Though election results were announced in October, there is as yet no government in Iraq, UN Secretary General’s envoy to Iraq, Jeannine Hennis-Plasschaert told the UN Security Council, and she pointed out that 40 million Iraqi’s are looking for jobs and economic opportunities and jobs. She also pointed out that a political vacuum would make Iraq vulnerable to terrorist attacks. According to a UN report Daesh had carried out 120 attacks on Iraqi security forces in the three months. Hennis-Plasschaert praised Iraq for repatriating Iraqi nationals — 450 families and 1800 people — from the camps in north-east Syria where foreign terrorists with the families have been detained. Iraq’s battle against terrorism is not over.
The political stalemate seems to arise out of Shia cleric Moqtada Al-Sadr trying to form a majority government with the help of Taqaddum Party of Sunni Speaker Mohammed Al-Halbousi and Kurdistan Democratic Party. On the other hand, the pro-Iran Shia parties are demanding a consensus government. According to the 2005 constitution, the prime minister will be a Shia, the parliament speaker will be a Sunni and the president will be a Kurd.

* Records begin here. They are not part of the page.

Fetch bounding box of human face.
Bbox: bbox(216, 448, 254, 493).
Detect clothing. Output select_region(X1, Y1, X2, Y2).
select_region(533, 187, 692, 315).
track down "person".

The Federal Supreme Court has made matters worse as it were when it debarred Kurdistan Democratic Party’s presidential candidate Hoshyar Zabari from contesting for the post due to allegations of corruption. This is a setback to the efforts of Moqtada Al-Sadr to form a government.

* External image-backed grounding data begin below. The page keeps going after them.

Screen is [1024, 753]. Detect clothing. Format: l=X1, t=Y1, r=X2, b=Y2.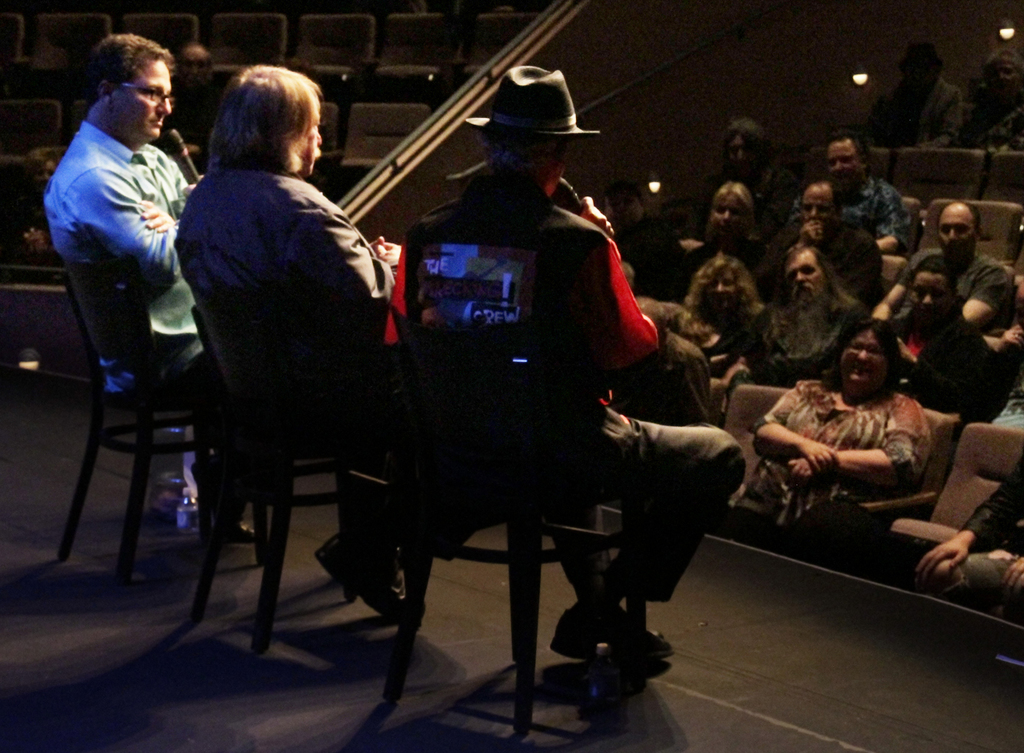
l=40, t=117, r=204, b=502.
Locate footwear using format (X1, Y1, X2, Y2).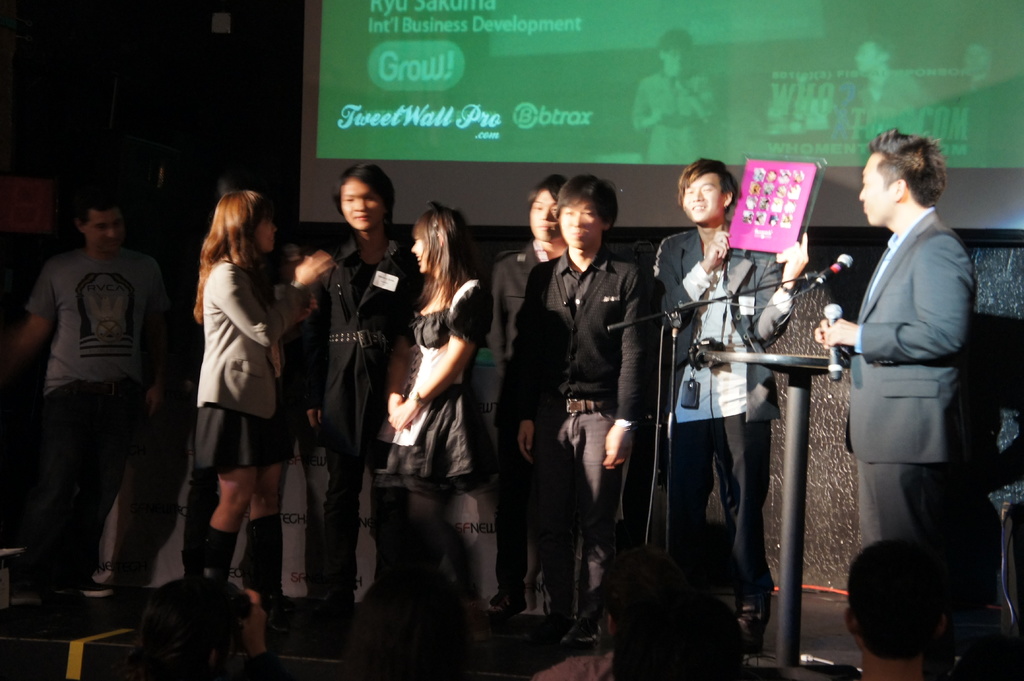
(244, 514, 285, 634).
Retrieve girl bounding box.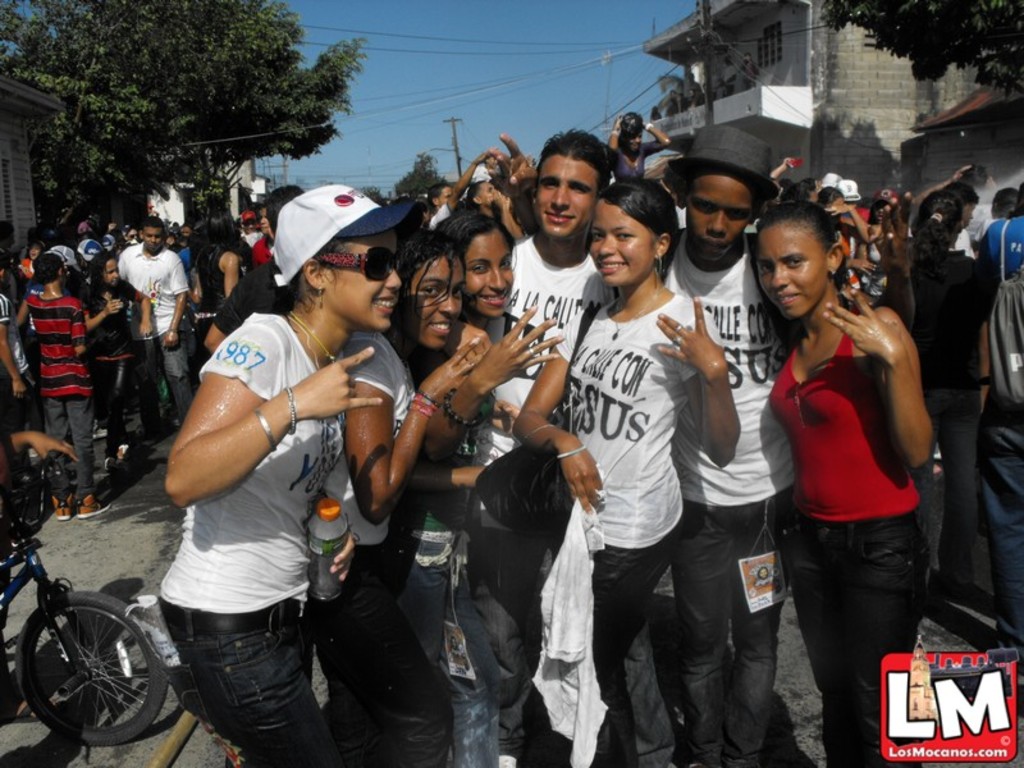
Bounding box: crop(439, 209, 568, 767).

Meanwhile, the Iraq Supreme Court had earlier this week struck down the Kurdish region’s independent oil policy. It has raised concern in the Kurdish region. President of the Kurdish region Nechrivan Barzani said, “At a time when Iraq is passing through a turbulent political period, it is unfortunate that the ruling of the Federal Supreme Court deems the Kurdistan Region’s oil and gas law unconstitutional, causing the Kurdistan region great concern.”

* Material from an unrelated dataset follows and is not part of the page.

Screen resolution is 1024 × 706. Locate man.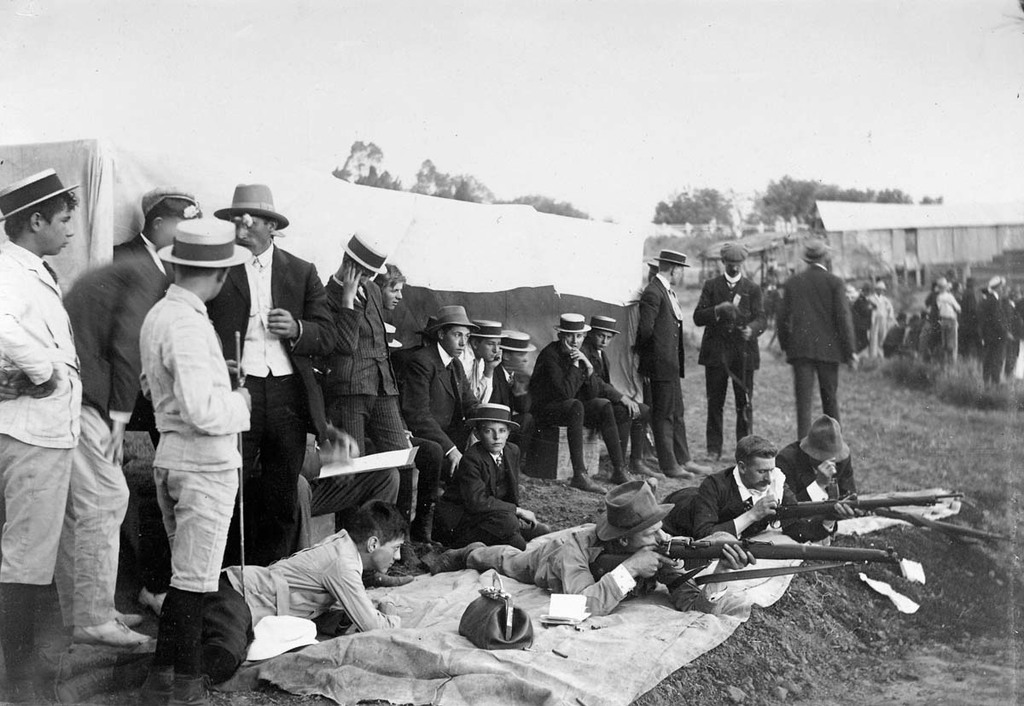
0/170/85/670.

The 2005 constitution says that the regions have a degree of independence over oil but that the government should frame a law indicating the specifics. The law has not been made. Meanwhile, the Kurdish Region has earned $750 million per month in 2021 through its oil exports via Turkey. A conflict between the Kurdish region and the federal government in Baghdad could create fresh problems for the country. The court’s ruling has come in a decade-long suit filed by the federal government against the Kurdish region. The case was suspended at its last hearing in September 2021 and then prime minister Adil Abdul-Mahdi was asked to sign off on pressing the case. The timing of the court’s verdict has come as a surprise and puzzle to the observers in the country.
Iraq then is not come out of the crisis that has dogged it for years, especially through the 1990s when the country had to endure economic sanctions after Saddam Hussein’s attack on Kuwait in 1990, and after the Western troops went into the country in2003 to depose the Saddam Hussein regime. Iraq has not found political or economic stability in these years. And the challenge rests squarely with Iraq’s political leaders. In a democratic setup, it is inevitable there would be political competition of an intense kind and is good for the polity as well. People will get to hear different points of view.
But this very pluralism should not become a liability if no compromises are made and no decisions for the welfare of the people are made. It is indeed a positive sign that Iraq has not returned to any kind of dictatorship, and that democratic politics guide the country. It is however necessary that democracy should help people to improve their economic conditions and their quality of life.